Magna Mining has aspirations to become the 'next great Canadian base metals mining company'
magna-mining-crean-hill-bulk-sample-haul
A haul truck transports bulk sample material from Magna Mining's Crean Hil project.

Expansion-minded Magna Mining has raised $21.85 million through a private placement of shares to advance its mine and exploration projects in Sudbury.

In a Nov. 5 news release, Magna said it intends to use the proceeds to finance its development efforts in the Sudbury basin and for general corporate purposes.

Involved the cash raise were Magna’s two major shareholders, Dundee Capital Corp. and Hawke’s Point, a subsidiary of TFG Asset Management UK LLP. Both investors hold approximately 22 per cent and 10 per cent, respectively, stake in Magna.

With management ties going back to FNX Mining, a highly successful Sudbury junior mining company in the 2000s, Magna’s business model is to acquire past producing local mines, make new discoveries, and bring them back into production. Crean Hill, a former Inco mine, is currently being test-mined on its path back to production.

Magna will instantly become a producer in the basin with its September acquisition of the McCreedy West copper mine from KGHM International in September, along with two mines on care and maintenance, and five exploration properties that the Magna team are very familiar with. Magna hopes to finalize the deal for those properties by year’s end. The properties were deemed non-core assets by the Polish mining company.

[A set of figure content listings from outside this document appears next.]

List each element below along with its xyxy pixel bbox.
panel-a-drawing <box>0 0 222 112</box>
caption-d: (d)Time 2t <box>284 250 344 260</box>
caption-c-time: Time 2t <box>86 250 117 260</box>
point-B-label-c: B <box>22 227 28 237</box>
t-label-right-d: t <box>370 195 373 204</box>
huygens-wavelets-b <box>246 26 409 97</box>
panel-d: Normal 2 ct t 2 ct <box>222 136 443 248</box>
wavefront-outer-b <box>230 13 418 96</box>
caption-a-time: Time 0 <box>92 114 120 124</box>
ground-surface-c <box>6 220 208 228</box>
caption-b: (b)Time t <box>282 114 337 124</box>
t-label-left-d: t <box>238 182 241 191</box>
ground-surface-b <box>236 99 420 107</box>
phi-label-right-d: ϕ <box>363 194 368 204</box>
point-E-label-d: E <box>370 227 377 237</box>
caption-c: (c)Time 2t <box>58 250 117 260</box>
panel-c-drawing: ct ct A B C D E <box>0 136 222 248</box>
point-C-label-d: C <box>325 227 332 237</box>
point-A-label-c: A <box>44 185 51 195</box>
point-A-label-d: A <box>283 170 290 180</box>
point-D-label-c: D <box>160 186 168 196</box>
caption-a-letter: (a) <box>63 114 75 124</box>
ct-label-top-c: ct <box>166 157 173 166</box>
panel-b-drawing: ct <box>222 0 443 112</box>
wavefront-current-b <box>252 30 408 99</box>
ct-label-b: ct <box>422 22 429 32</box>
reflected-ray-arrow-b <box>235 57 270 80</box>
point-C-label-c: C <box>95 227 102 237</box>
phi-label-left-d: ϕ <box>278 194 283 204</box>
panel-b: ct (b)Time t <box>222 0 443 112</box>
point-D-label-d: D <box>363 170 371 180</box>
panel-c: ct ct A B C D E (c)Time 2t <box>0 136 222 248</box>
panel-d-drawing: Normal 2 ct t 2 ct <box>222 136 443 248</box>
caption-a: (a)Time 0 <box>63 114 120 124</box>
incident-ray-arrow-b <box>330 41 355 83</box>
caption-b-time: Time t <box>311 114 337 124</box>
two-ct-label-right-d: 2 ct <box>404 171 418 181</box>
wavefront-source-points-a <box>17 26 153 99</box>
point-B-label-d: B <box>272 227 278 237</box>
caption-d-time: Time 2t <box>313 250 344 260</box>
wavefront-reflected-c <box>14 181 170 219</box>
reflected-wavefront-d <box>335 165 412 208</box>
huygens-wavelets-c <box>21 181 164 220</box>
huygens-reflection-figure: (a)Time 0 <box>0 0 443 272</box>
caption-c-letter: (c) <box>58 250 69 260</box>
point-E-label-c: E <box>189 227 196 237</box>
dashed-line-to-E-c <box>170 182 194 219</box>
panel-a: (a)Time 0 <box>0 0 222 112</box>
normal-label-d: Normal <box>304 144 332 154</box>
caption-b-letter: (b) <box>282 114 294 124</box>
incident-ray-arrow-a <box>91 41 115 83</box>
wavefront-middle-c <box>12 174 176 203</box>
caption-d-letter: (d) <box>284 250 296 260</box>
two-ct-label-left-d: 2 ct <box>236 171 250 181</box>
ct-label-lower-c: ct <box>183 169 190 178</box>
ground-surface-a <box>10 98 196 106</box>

The company’s short-term goal to toll mill and sell ore to major miners in Sudbury. But Magna does have a valuable asset in waiting at Shakespeare, west of Sudbury, near the village of McKerrow, where it is permitted to build a 4,500-tonne per day processing mill, should the company decide to build one. At Shakespeare, the company also has a mine project that’s at the feasibility stage.

In an online interview with Mining Network, Magna CEO Jason Jessup said their expectation is to have three to four mines – McCreedy West, Levack, Crean Hill and possibly Podolsky – operating within five years.

“I think there’s potential for us to have, over the next four years...one mine per year, coming into production,” he said.

Jessup said there’s enough mineral growth potential in Sudbury over the next decade for Magna to become the “next great Canadian base metals mining company,” as a producer of nickel, copper and precious metals.

Earlier this week, Magna reported success from its drilling program at Shakespeare in finding a new copper zone from its regional program. The target area was found early in 2024 by prospecting and geophysical surveys. The company said there are no records of any historical drilling being done in this area. The zone is just southwest of the former Shakespeare mine.